My friend Maria Salvi has recently sent me some information concerning Giuseppi's father.
Obviously I do not have a photo, so I will place the info here. It seems that though some of the Cafarellas landed on Via Gelso in Malfa, the family previously came from Capofaro. This is only about four kilometers from Malfa, and is still a part of the commune. Therefore this is a rather fine distinction, but when you are looking for someone's house, it can make all the difference in the world. There is a Via Cafarella there in Capofaro, and the local church was Saint Anne.

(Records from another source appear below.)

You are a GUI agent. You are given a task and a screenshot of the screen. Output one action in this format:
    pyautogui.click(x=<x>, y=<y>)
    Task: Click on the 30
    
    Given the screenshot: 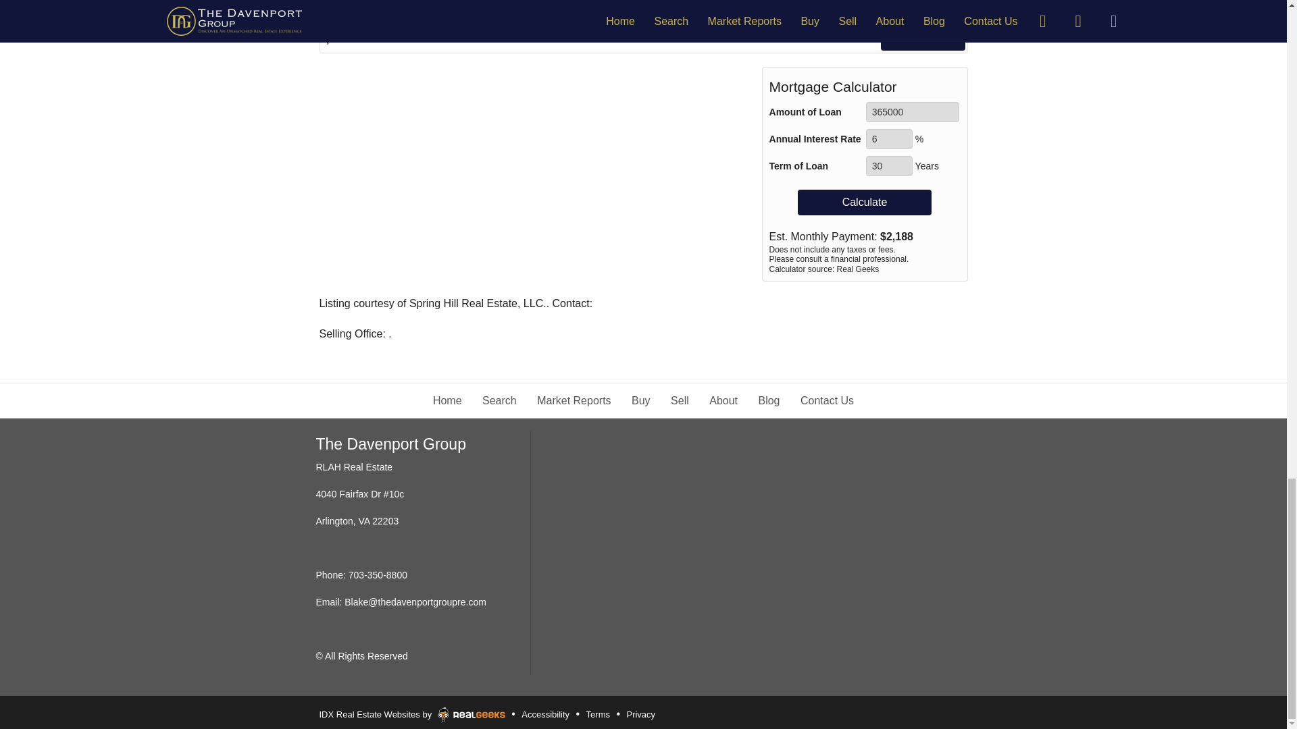 What is the action you would take?
    pyautogui.click(x=889, y=166)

Anyway, this info got me one step further in my quest for information. The entry is as follows: 1438870 Capo Salina: April 23, 1835 Gaetano Cafarella 40 Shoemaker and wife Giovanna Vasquez had a child and named him Domenico. Not really very much, but this confirms his wife's name, his profession and their first born child...Quite a jump forward.
Upon calling Jennie DeFina about this, she remembersed that in her childhood, relatives talked about U puntu Capo, referring to the town where the Cafarellas were from and that the church was St. Anne's.